“That eel has been here longer than I have,” says Judge Valley Dairies farmer John Hayward.
“That’s exciting,” Hayward told the audience he welcomed onto his Judge Rd, Roto-o-Rangi, farm near Te Awamutu for a DairyNZ led event on maintaining healthy waterways and profit.
The longfin tuna was one of about 30 seen swimming in the stream flanked by flax he had planted. Half a dozen were caught with an electric fishing machine to demonstrate stream health on the farm.
It was estimated to be just over one metre long and about 30 years old. One day she will swim to Tonga to spawn and her young will return to the Waikato.
Longfin eels can live for 100 years and migrate to the Pacific Ocean to spawn and die as old as 80.
DairyNZ principal scientist Craig Depree said environmental DNA samples had detected six native fish species in the stream on Hayward’s farm. They were common smelt, inanga, cran’s bully, longfin tuna, shortfin tuna and kakahi.
Flax planted by Hayward along the banks keeps water temperature and invasive species down and encourages native species to thrive.
Hayward, who milks 380 cows twice a day with his wife Waipā district mayor Susan O’Regan, has improved farm waterway health through mitigative and restorative action since they purchased the farm in 2008.
Their work has included using the agricultural management tool Overseer to make data-driven farm decisions about efficient nitrogen use, riparian planting on streams, restoring and fencing wetlands to exclude stock.
“I am the farmer, Susan is the mayor,” he quipped.
The 245-hectare farm includes a 140-hectare dairy platform supplying Open Country Dairy. The remainder of the farm is made up of support land for grazing, native and riparian areas.
Hayward told The News he had planted around 30,000 natives on his farm with funding from a Ministry for Primary Industries Afforestation Grant, Waikato Regional Council, and his own funding.
It was not easy to do what he and Susan had done but “what we are doing benefits the whole community”.
One of the biggest issues was sediment loss, he said. A million tonnes a year was lost though New Zealand waterways.
“That’s why we planted our Class 7 land to retain sediment,” he said, to prevent or a least slow down erosion.
The farm’s story was shared in Australia in 2012 as part of the Kids Teach Kids project by O’Regan’s son Ben, now 22, when he attended Puahue School.
The farm went on to becomes supreme winner in the 2016 Waikato Balance Farm Environment Awards after collecting the LIC Dairy Farm Award, WaterForce Integrated Management Award, Waikato Regional Council Water Protection Award and the Ballance Agri-Nutrients Soil Management Award.
Asked by other farmers what his top three farm priorities were, Hayward said: “We have to make money. I am always fiddling with things. Susan says, ‘you have to jiggle with it.’ I can’t help myself. If we don’t make money we are not here.
“We need to have health cows. They are peak.
“We have to be sustainable. If we have a system that is not, we are gone as well.”
The farm includes a hilltop hut from which the pair survey their farm.
“I go up there and see the bird life,” Hayward said.
“This is renewing for me. I drive around the farm and it’s like a garden.”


Although the data holds pictures, return only the lines from the one containing "Identify the location of span: calendar." to the end, exactly, and without them.

=== Section Start ===

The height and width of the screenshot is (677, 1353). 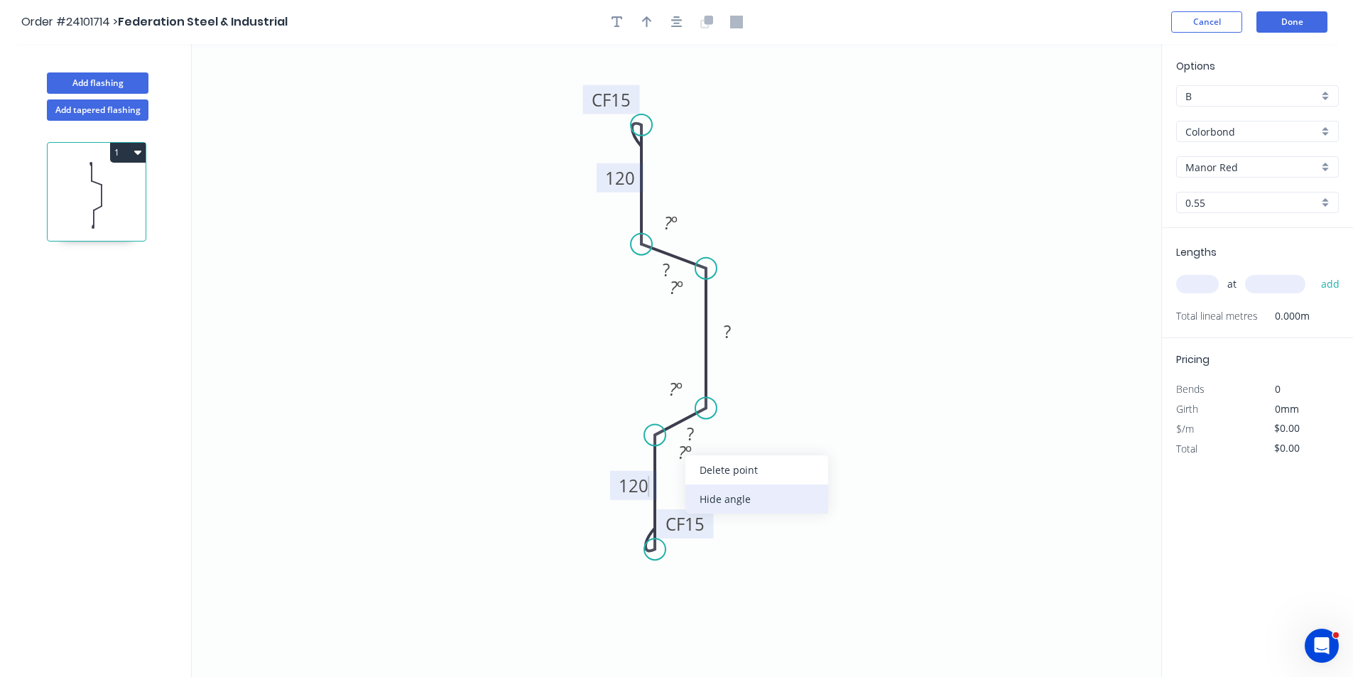 I want to click on span: Federation Steel & Industrial, so click(x=202, y=21).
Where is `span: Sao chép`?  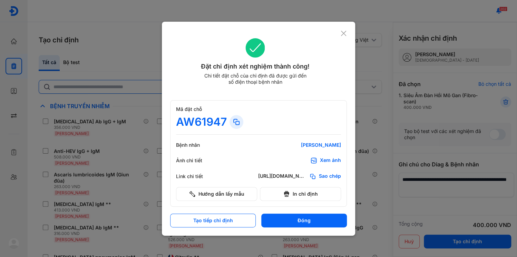
span: Sao chép is located at coordinates (330, 177).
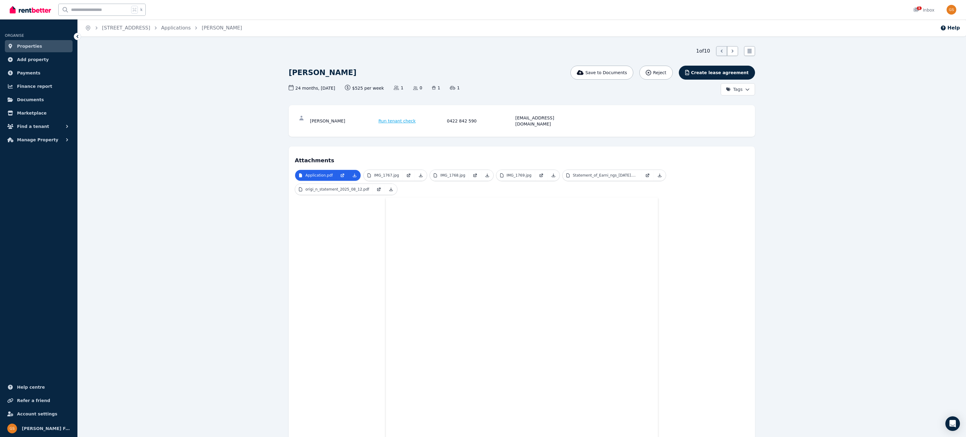  I want to click on a: IMG_1767.jpg, so click(383, 175).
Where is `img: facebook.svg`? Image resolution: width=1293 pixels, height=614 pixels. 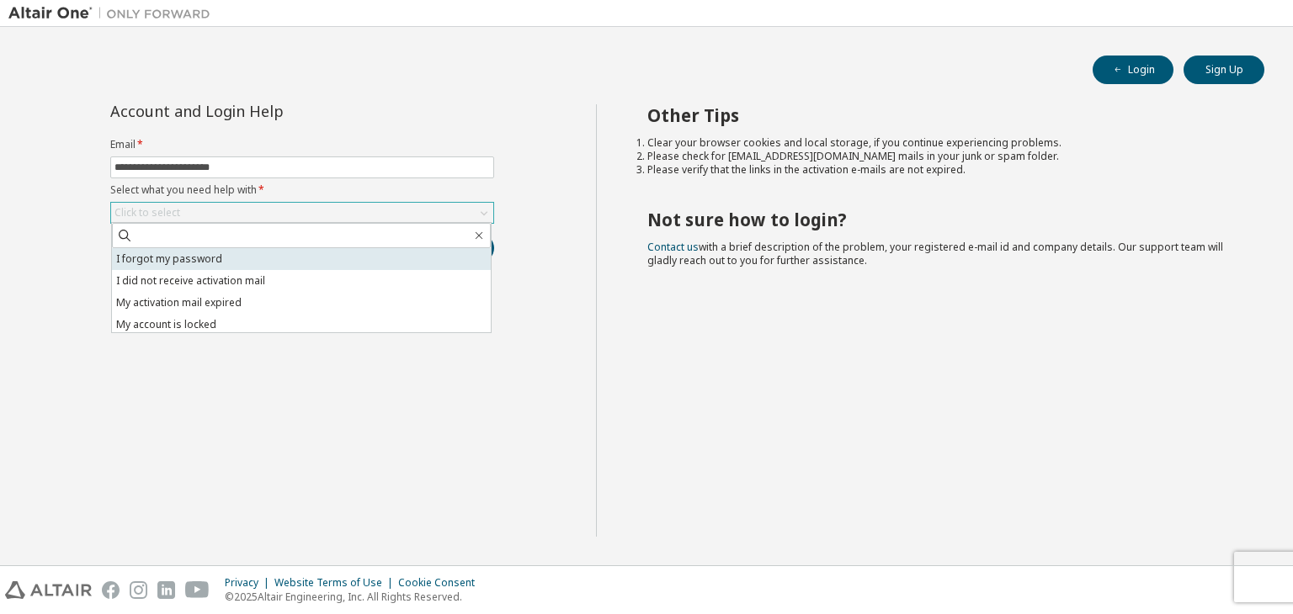
img: facebook.svg is located at coordinates (110, 590).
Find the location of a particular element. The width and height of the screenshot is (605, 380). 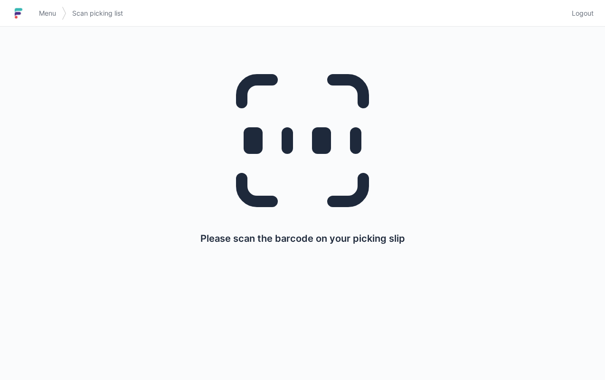

span: Scan picking list is located at coordinates (97, 13).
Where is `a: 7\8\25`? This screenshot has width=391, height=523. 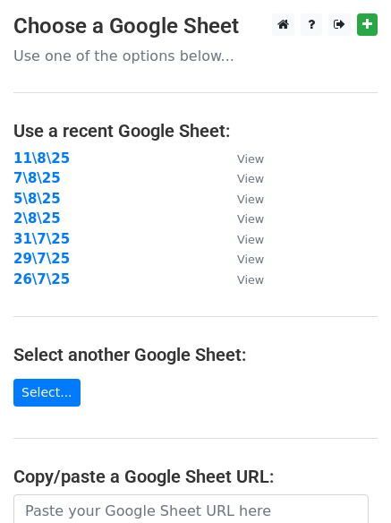
a: 7\8\25 is located at coordinates (37, 178).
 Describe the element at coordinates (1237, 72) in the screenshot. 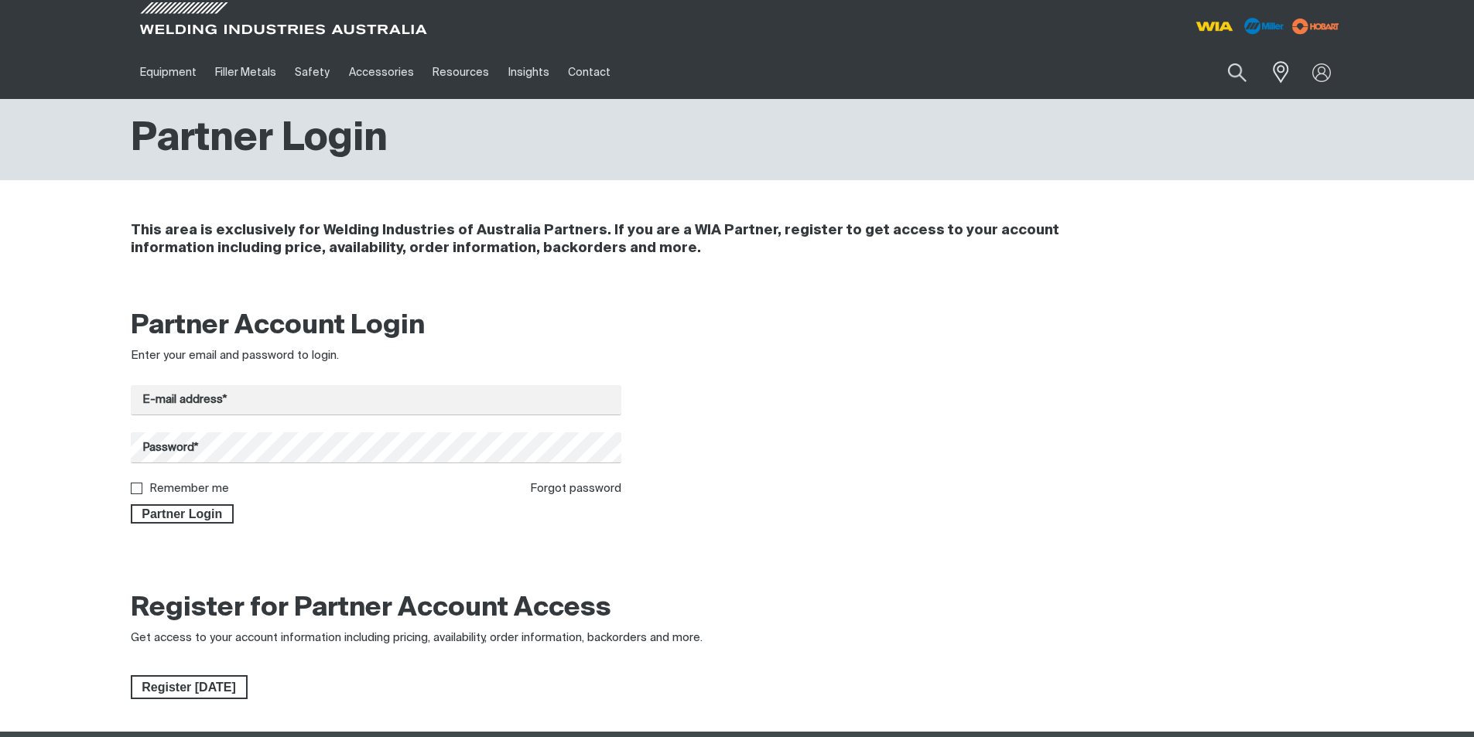

I see `button: Search products` at that location.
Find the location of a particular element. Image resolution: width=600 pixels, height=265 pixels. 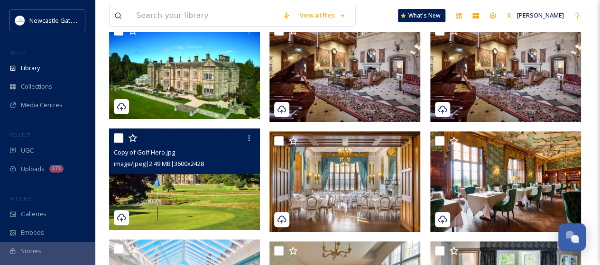

span: Uploads is located at coordinates (33, 169).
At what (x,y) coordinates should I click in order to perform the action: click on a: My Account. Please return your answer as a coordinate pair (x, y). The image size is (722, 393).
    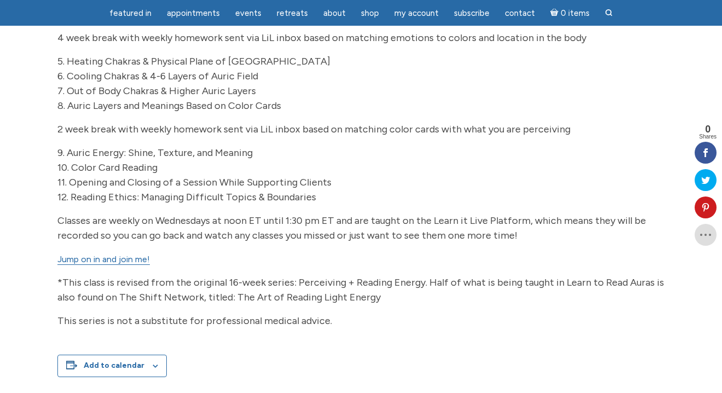
    Looking at the image, I should click on (416, 13).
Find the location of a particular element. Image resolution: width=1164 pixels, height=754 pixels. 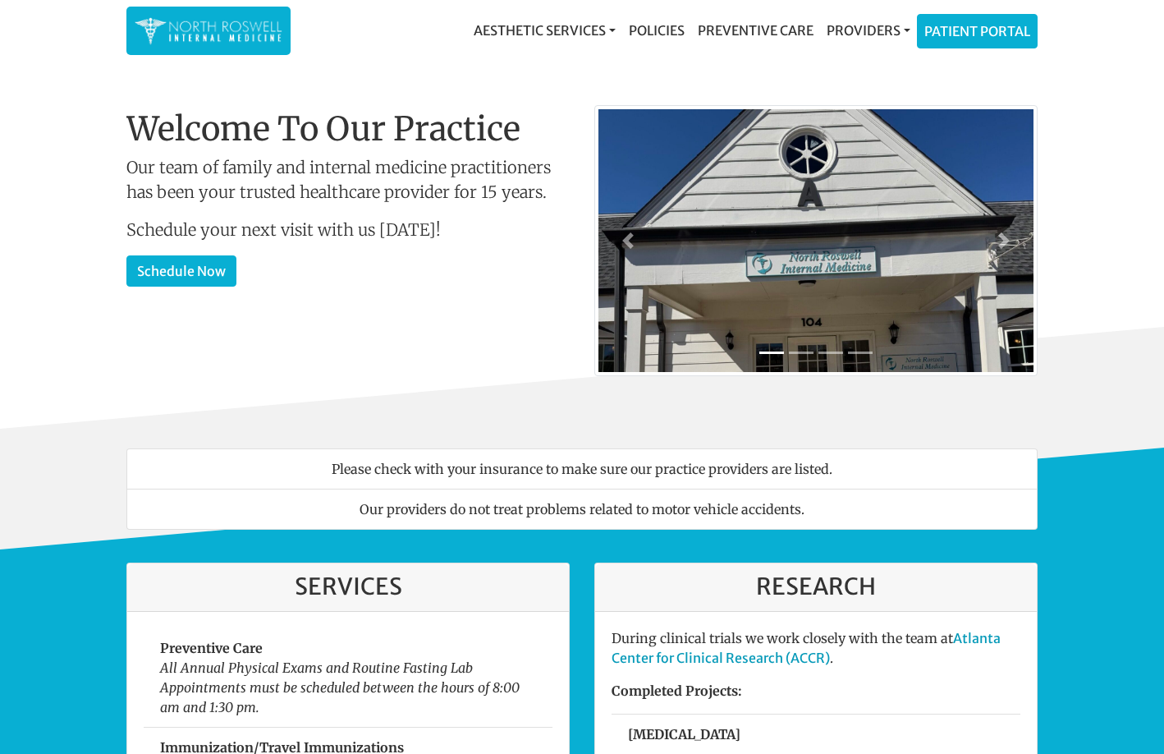

img: North Roswell Internal Medicine is located at coordinates (209, 30).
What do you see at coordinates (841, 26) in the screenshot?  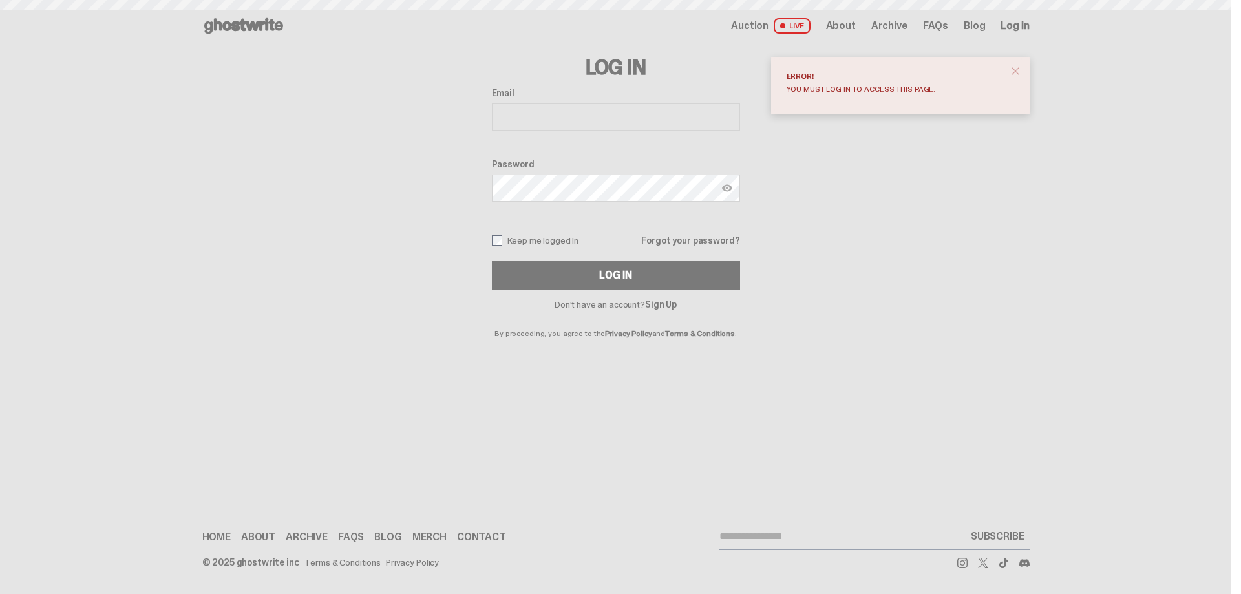 I see `span: About` at bounding box center [841, 26].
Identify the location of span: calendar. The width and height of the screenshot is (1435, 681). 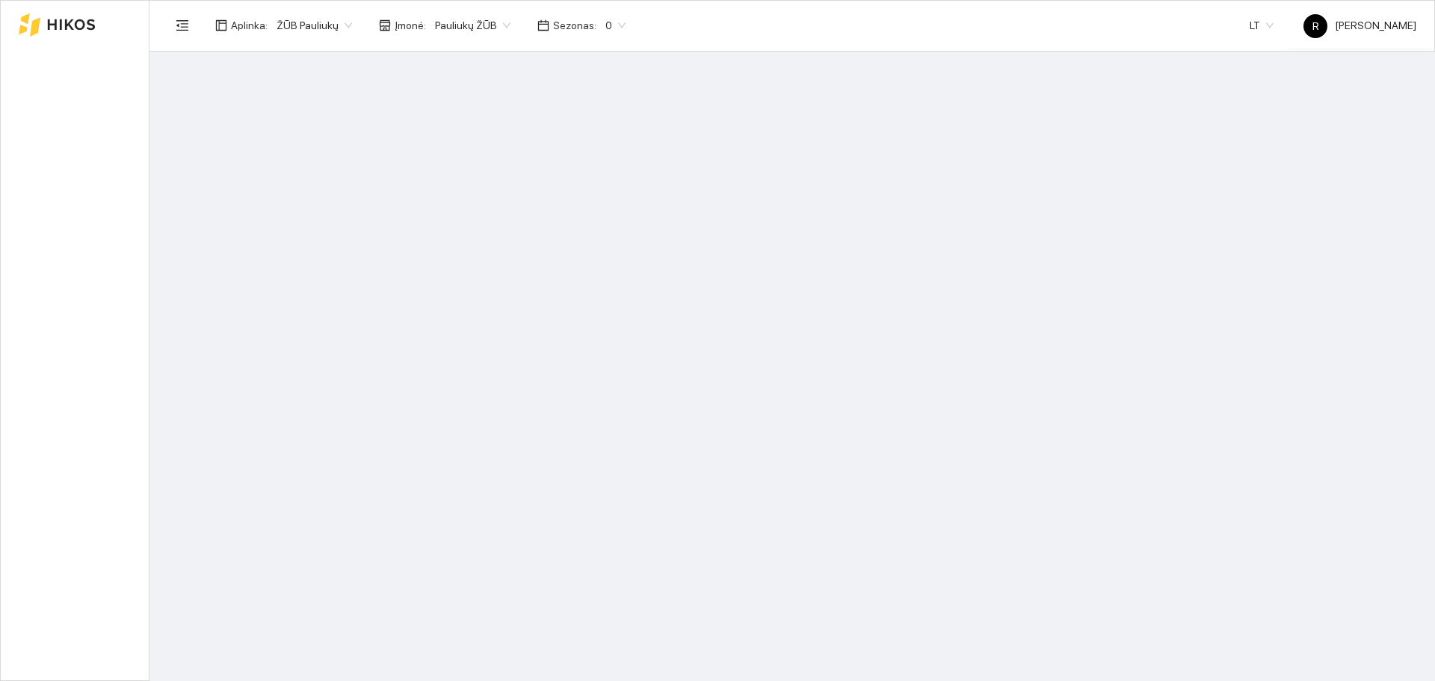
(543, 25).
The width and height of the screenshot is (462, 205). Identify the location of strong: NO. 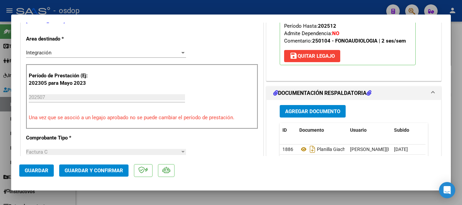
(335, 33).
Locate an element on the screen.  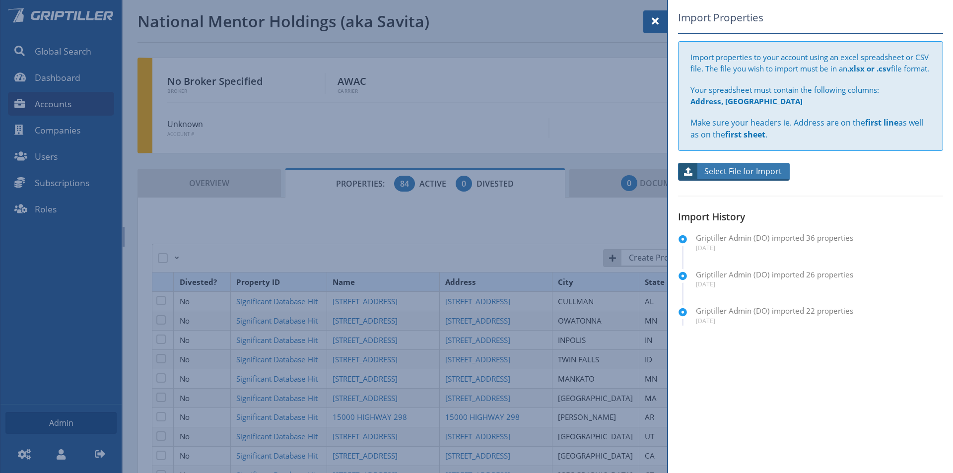
strong: first sheet is located at coordinates (745, 134).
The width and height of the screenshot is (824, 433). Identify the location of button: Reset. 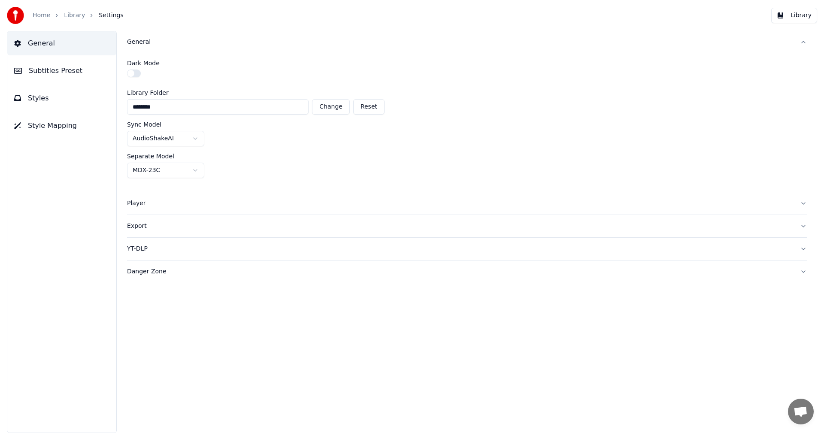
(369, 107).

=== Section End ===

OUTPUT FOR THIS TASK:
Identify the location of span: calendar. The width and height of the screenshot is (1435, 681). 
(543, 25).
The width and height of the screenshot is (462, 205). Identify the location of strong: NO. 
(335, 33).
Locate an element on the screen.  
strong: first sheet is located at coordinates (745, 134).
The width and height of the screenshot is (824, 433). Identify the location of button: Reset. 
(369, 107).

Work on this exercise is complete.